On the other hand, you're wrong. I don't know if it's a reading comprehension thing, but it's explained pretty clearly as a total fuckup from top to bottom, and the reasoning that allowed it to occur. The fact it was so stupid is the most believable thing about it.

It's not a reading comprehension thing (gently caress you) it's just not a very good scene. Zombies always require an enormous amount of contrivance to be a threat and the battle of yonkers features a massive, massive, massive amount of contrivance. There's 'the military makes non ideal decisions under pressure' and there's 'the military makes the worst possible decision at every single point.'

It also brings to the fore that Brooks never quite decided if the zombies were magic or not. Artillery being ineffective against them for instance, because it didn't score direct headshots or couldn't achieve the 'blood balloon' effect.

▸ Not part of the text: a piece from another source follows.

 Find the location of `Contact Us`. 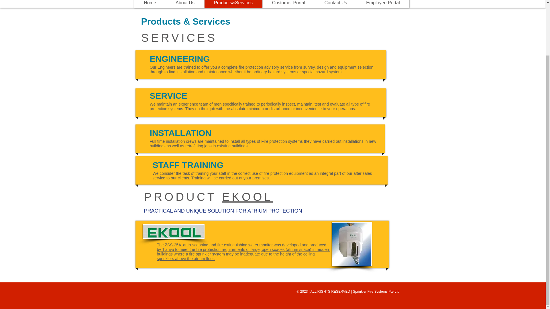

The blast and shockwave of artillery liquifies muscle and pulps bone, to say nothing of what it does to the brain itself. They can't 'drag themselves forward' if they no longer have limbs or bones attached to each other. Also, something that has to drag itself forward on its arms is a slower, less effective enemy than something with legs. "soft infantry in the open" is something that artillery has been extremely effective against for several hundred years. Unless, they're magic and thus completely pulping the bodies isn't something that kills them

Also, 'literally thousands of infantry with scoped rifles' is something a zombie army couldn't get past. Back in WW1, it was estimated that a group of riflemen attacking another group of entrenched riflemen would need a twelve to one advantage. That's infantry, who can run forward, take cover, occasionally fire back. Not a shambling, slow moving horde of soft targets. Rifle rounds kill tissue they pass through (there's some absolutely horrifying stories from the various mass shootings in the US about what 5.56 does to tissue) and, so, even non headshots are killing muscle, destroying nerve connections, breaking bones. Unless, of course, the zombies are magic.

It's a blend of 'here's some actual research I did on how the military might react' mixed with arbitrarily deciding why that wouldn't work. The idea of the military reacting exclusively with Cold War era tactics ten years into the war on terror is it's own problem.

Essentially, there's a reason why zombie movies either skip the part where the zombies overcome the military or end with the military showing up and restoring order. Because as soon as you try to explain why 'hordes of soft targets overcome machine guns' you end up with something dumber than galactic wars being settled by sword fights.